Command Mock Framework sits between your code and subprocess.

  1. Record real command outputs to TOML files.
  2. Replay them instantly in tests.
  3. Match commands flexibly using template placeholders.

Quick Example

1. Record the real behavior:

from command_mock.recorder import CommandMockRecorder

# Run this once to generate 'mocks/git/log/follow.toml'
recorder = CommandMockRecorder("git")
recorder.record_scenario(
    command=["git", "log", "--follow", "--", "{filepath}"],
    scenario_name="basic_history",
    template_vars={"filepath": "app.py"}
)

2. Use it in your test:

def test_get_history(command_mock):
    # Load the mock (command_mock is a pytest fixture)
    mock_fn = command_mock.get_subprocess_mock("log/follow.toml", "basic_history")

    # Patch subprocess.run
    with patch('subprocess.run', side_effect=mock_fn):
        # This executes FAST and returns REAL git output
        # It matches 'git log ... -- app.py' OR 'git log ... -- other.py'
        history = my_git_wrapper.get_history("app.py")

    assert len(history) == 5

Installation

pip install orgecc-command-mock

Usage Guide

1. Setup

Add the pytest plugin to your conftest.py:

# tests/conftest.py
import pytest
from pathlib import Path
from command_mock.recorder import CommandMockRecorder
from command_mock.player import CommandMockPlayer

@pytest.fixture
def command_mock(request):
    """Fixture that switches between Player (default) and Recorder."""
    # Point this to where you want to store your TOML files
    fixtures_root = Path(__file__).parent

    if request.config.getoption("--regenerate-mocks"):
        return CommandMockRecorder("git", fixtures_root=fixtures_root)
    else:
        return CommandMockPlayer("git", fixtures_root=fixtures_root)

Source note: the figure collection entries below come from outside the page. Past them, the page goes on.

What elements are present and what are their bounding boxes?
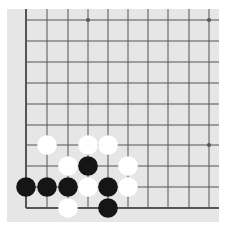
black-stone[interactable]	[58, 177, 78, 197]
white-stone[interactable]	[78, 135, 98, 155]
star-point-icon	[86, 18, 90, 22]
go-board-grid[interactable]	[0, 0, 229, 230]
white-stone[interactable]	[37, 135, 57, 155]
black-stone[interactable]	[98, 198, 118, 218]
star-point-icon	[207, 18, 211, 22]
white-stone[interactable]	[118, 177, 138, 197]
black-stone[interactable]	[37, 177, 57, 197]
black-stone[interactable]	[16, 177, 36, 197]
white-stone[interactable]	[78, 177, 98, 197]
white-stone[interactable]	[118, 156, 138, 176]
white-stone[interactable]	[98, 135, 118, 155]
star-point-icon	[207, 143, 211, 147]
white-stone[interactable]	[58, 198, 78, 218]
black-stone[interactable]	[78, 156, 98, 176]
black-stone[interactable]	[98, 177, 118, 197]
white-stone[interactable]	[58, 156, 78, 176]
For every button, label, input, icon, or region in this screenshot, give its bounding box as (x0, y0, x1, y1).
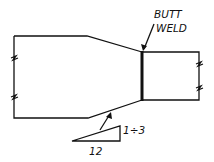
thick-plate-outline (14, 36, 142, 118)
break-mark-right-top (196, 62, 203, 66)
break-mark-left-top (11, 56, 18, 60)
slope-triangle (72, 126, 120, 141)
thin-plate-outline (142, 52, 199, 100)
slope-run-label: 12 (89, 145, 103, 157)
weld-label-line2: WELD (156, 22, 187, 34)
break-mark-right-bottom (196, 86, 203, 90)
weld-leader-line (144, 24, 154, 49)
slope-rise-label: 1÷3 (123, 124, 145, 136)
break-mark-left-bottom (11, 95, 18, 99)
weld-diagram: BUTT WELD 1÷3 12 (0, 0, 214, 162)
weld-label-line1: BUTT (154, 8, 183, 20)
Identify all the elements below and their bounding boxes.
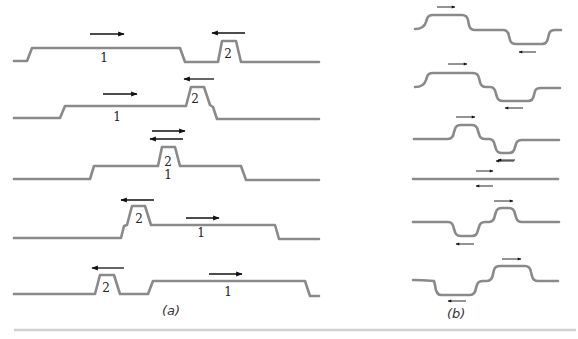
string-waveform xyxy=(14,87,319,119)
panel_b-row-1 xyxy=(415,7,561,52)
pulse-label: 2 xyxy=(135,212,143,226)
string-waveform xyxy=(413,266,558,295)
panel_a-row-2: 12 xyxy=(14,79,319,124)
pulse-label: 1 xyxy=(100,51,108,65)
panel_a-row-1: 12 xyxy=(14,33,319,65)
wave-pulse-diagram: 1212212121 (a) (b) xyxy=(0,0,578,339)
panel_a-row-3: 21 xyxy=(14,131,319,182)
panel_b-row-4 xyxy=(413,160,558,186)
pulse-label: 2 xyxy=(102,281,110,295)
pulse-label: 2 xyxy=(164,155,172,169)
panel-b-caption: (b) xyxy=(447,306,465,321)
string-waveform xyxy=(414,125,559,153)
panel-b-pulse-cancellation xyxy=(413,7,561,301)
string-waveform xyxy=(14,275,319,296)
panel_b-row-3 xyxy=(414,117,559,161)
panel_a-row-5: 21 xyxy=(14,268,319,299)
panel-a-pulse-collision: 1212212121 xyxy=(14,33,319,299)
panel_b-row-2 xyxy=(415,64,560,108)
string-waveform xyxy=(415,15,561,44)
panel_b-row-5 xyxy=(413,201,559,244)
panel-a-caption: (a) xyxy=(162,303,180,318)
pulse-label: 1 xyxy=(164,168,172,182)
string-waveform xyxy=(14,206,319,239)
panel_b-row-6 xyxy=(413,259,558,301)
pulse-label: 1 xyxy=(224,285,232,299)
string-waveform xyxy=(413,208,559,236)
pulse-label: 2 xyxy=(224,47,232,61)
pulse-label: 1 xyxy=(197,226,205,240)
pulse-label: 2 xyxy=(191,92,199,106)
pulse-label: 1 xyxy=(113,110,121,124)
panel_a-row-4: 21 xyxy=(14,200,319,240)
string-waveform xyxy=(415,73,560,101)
string-waveform xyxy=(14,41,319,62)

def pytest_addoption(parser):
    parser.addoption("--regenerate-mocks", action="store_true", help="Record new mocks")

2. Recording Mocks

Create a script (e.g., tests/generate_mocks.py) to generate your test data. This ensures your mocks are reproducible.

from command_mock.recorder import CommandMockRecorder

def generate():
    recorder = CommandMockRecorder("git")

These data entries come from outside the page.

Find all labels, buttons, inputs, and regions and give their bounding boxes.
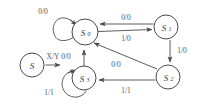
transition-s0-self-label: 0/0 xyxy=(38,7,48,16)
transition-s2-to-s0: 0/0 xyxy=(94,43,157,69)
transition-s0-to-s1-path xyxy=(98,30,152,32)
state-machine-diagram: S X/Y 0/0 0/0 1/0 1/0 0/0 xyxy=(0,0,198,111)
legend-arrow-label: X/Y xyxy=(47,52,61,61)
state-node-s2-label: S xyxy=(164,73,169,83)
state-node-s0[interactable]: S 0 xyxy=(72,19,98,45)
transition-s2-to-s0-label: 0/0 xyxy=(111,60,121,69)
transition-s3-to-s0-label: 0/0 xyxy=(61,52,71,61)
transition-s0-to-s1: 1/0 xyxy=(98,30,152,43)
transition-s3-to-s0: 0/0 xyxy=(61,50,84,66)
state-node-s1[interactable]: S 1 xyxy=(154,15,178,39)
state-node-s3-subscript: 3 xyxy=(86,77,90,83)
state-node-s1-subscript: 1 xyxy=(169,26,172,32)
transition-s3-self-label: 1/1 xyxy=(44,88,54,97)
legend-group: S X/Y xyxy=(20,52,60,78)
transition-s1-to-s2-label: 1/0 xyxy=(177,46,187,55)
transition-s1-to-s2: 1/0 xyxy=(170,40,187,62)
transition-s0-self: 0/0 xyxy=(38,7,77,41)
state-node-s1-label: S xyxy=(162,23,167,33)
transition-s1-to-s0-label: 0/0 xyxy=(121,13,131,22)
transition-s1-to-s0: 0/0 xyxy=(100,13,154,25)
state-node-s0-label: S xyxy=(81,28,86,38)
fsm-canvas: S X/Y 0/0 0/0 1/0 1/0 0/0 xyxy=(0,0,198,111)
state-node-s3[interactable]: S 3 xyxy=(72,66,96,90)
state-node-s2[interactable]: S 2 xyxy=(156,65,180,89)
transition-s2-to-s3-label: 1/1 xyxy=(121,86,131,95)
transition-s0-to-s1-label: 1/0 xyxy=(121,34,131,43)
legend-state-label: S xyxy=(30,61,35,71)
state-node-s2-subscript: 2 xyxy=(171,76,174,82)
transition-s2-to-s3: 1/1 xyxy=(99,80,156,95)
state-node-s3-label: S xyxy=(80,74,85,84)
transition-s2-to-s0-path xyxy=(94,43,157,69)
state-node-s0-subscript: 0 xyxy=(88,31,91,37)
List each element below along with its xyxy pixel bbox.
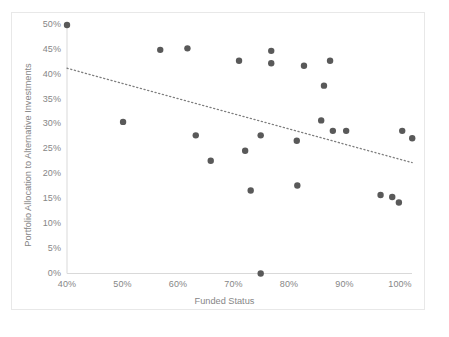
y-tick-label: 15% — [31, 193, 61, 203]
data-point — [268, 48, 274, 54]
x-tick-label: 50% — [103, 279, 143, 289]
data-point — [242, 148, 248, 154]
x-tick-label: 80% — [269, 279, 309, 289]
data-point — [193, 132, 199, 138]
data-points — [64, 22, 416, 277]
x-tick-label: 60% — [158, 279, 198, 289]
data-point — [301, 63, 307, 69]
data-point — [294, 138, 300, 144]
data-point — [236, 58, 242, 64]
data-point — [318, 117, 324, 123]
x-axis-title: Funded Status — [0, 296, 449, 306]
data-point — [268, 60, 274, 66]
data-point — [248, 187, 254, 193]
y-tick-label: 0% — [31, 268, 61, 278]
data-point — [257, 270, 263, 276]
y-tick-label: 45% — [31, 44, 61, 54]
y-tick-label: 25% — [31, 143, 61, 153]
y-tick-label: 50% — [31, 19, 61, 29]
trendline — [67, 68, 412, 162]
x-tick-label: 70% — [214, 279, 254, 289]
data-point — [321, 82, 327, 88]
data-point — [120, 119, 126, 125]
data-point — [399, 128, 405, 134]
data-point — [257, 132, 263, 138]
data-point — [343, 128, 349, 134]
data-point — [330, 128, 336, 134]
x-tick-label: 90% — [325, 279, 365, 289]
y-tick-label: 30% — [31, 118, 61, 128]
data-point — [157, 47, 163, 53]
data-point — [409, 135, 415, 141]
data-point — [396, 199, 402, 205]
y-tick-label: 35% — [31, 94, 61, 104]
data-point — [327, 58, 333, 64]
data-point — [184, 45, 190, 51]
y-tick-label: 10% — [31, 218, 61, 228]
trendline-path — [67, 68, 412, 162]
data-point — [377, 192, 383, 198]
y-tick-label: 40% — [31, 69, 61, 79]
y-axis-title: Portfolio Allocation to Alternative Inve… — [23, 55, 33, 255]
data-point — [208, 157, 214, 163]
data-point — [389, 194, 395, 200]
y-tick-label: 5% — [31, 243, 61, 253]
y-tick-label: 20% — [31, 168, 61, 178]
x-tick-label: 100% — [380, 279, 420, 289]
data-point — [294, 182, 300, 188]
data-point — [64, 22, 70, 28]
x-tick-label: 40% — [47, 279, 87, 289]
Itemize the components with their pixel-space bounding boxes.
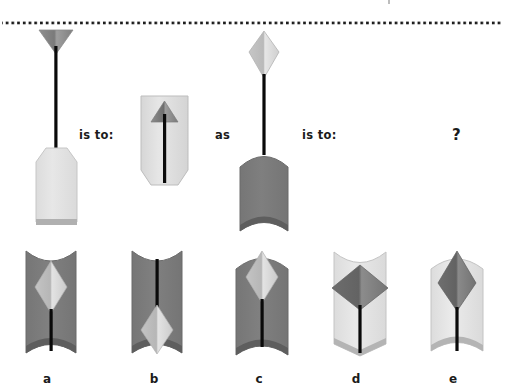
option-d[interactable]	[325, 247, 403, 363]
option-letter-e: e	[446, 373, 460, 385]
puzzle-canvas: is to: a	[0, 0, 507, 390]
question-mark-placeholder: ?	[452, 128, 461, 143]
relation-label-is-to-1: is to:	[79, 130, 114, 142]
option-letter-b: b	[147, 373, 161, 385]
relation-label-is-to-2: is to:	[302, 130, 337, 142]
option-letter-a: a	[40, 373, 54, 385]
option-e[interactable]	[421, 247, 501, 363]
option-b[interactable]	[124, 247, 198, 363]
prompt-figure-2	[134, 92, 196, 192]
stray-mark	[388, 0, 390, 4]
prompt-figure-3	[226, 26, 306, 234]
dotted-rule	[0, 11, 507, 16]
option-letter-d: d	[349, 373, 363, 385]
option-a[interactable]	[18, 247, 92, 363]
option-c[interactable]	[228, 247, 306, 363]
option-letter-c: c	[252, 373, 266, 385]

    # You can even use setup scripts to create real repo states!
    repo = recorder.create_test_repo("scripts/setup_repo.sh")

    recorder.record_scenario(
        command=["git", "status"],
        scenario_name="clean_state",
        output_path="status/clean.toml",
        repo_path=repo
    )

if __name__ == "__main__":
    generate()

3. Flexible Matching

This is the framework's superpower. You don't need a mock for every single argument variation. Use placeholders in your templates.

Embedded Placeholders:

# Template in TOML:
command = ["git", "log", "--grep={term}"]

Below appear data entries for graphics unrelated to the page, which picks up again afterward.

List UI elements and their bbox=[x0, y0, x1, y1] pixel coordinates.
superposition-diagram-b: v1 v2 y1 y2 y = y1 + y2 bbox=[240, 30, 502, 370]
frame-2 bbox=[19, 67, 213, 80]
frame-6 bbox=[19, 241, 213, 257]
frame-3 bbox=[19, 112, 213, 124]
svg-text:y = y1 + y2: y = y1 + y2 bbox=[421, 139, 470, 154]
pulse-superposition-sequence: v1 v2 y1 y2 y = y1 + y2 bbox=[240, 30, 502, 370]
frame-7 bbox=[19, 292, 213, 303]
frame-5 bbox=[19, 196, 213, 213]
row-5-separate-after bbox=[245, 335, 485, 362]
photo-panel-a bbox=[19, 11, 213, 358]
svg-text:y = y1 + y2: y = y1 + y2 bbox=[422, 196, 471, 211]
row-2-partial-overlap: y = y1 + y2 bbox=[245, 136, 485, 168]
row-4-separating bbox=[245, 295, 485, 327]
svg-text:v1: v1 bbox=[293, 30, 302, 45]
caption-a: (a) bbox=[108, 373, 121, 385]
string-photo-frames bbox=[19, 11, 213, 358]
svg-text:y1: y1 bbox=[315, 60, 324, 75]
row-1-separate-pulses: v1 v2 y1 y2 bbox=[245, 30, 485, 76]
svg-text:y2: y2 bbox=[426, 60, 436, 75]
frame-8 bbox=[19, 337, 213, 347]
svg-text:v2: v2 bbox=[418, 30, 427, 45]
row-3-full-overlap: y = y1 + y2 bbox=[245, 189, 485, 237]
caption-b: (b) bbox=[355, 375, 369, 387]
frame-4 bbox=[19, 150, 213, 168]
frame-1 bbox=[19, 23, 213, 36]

# Matches all of these in tests:
["git", "log", "--grep=fix"]
["git", "log", "--grep=feat"]

Standalone Placeholders:

# Template in TOML:
command = ["git", "add", "{filepath}"]

# Matches all of these in tests:
["git", "add", "src/main.py"]
["git", "add", "tests/test_core.py"]

Dynamic Flag Stripping: The player automatically handles flags that change every run (like --since="1 hour ago"), matching the core command while ignoring the dynamic parts.

Development

This project uses a Makefile for all development tasks.

make install      # Install dev dependencies
make test         # Run tests
make format       # Format code (Black/Ruff)
make ci           # Run full CI suite locally

For detailed contribution guidelines, see CLAUDE.md.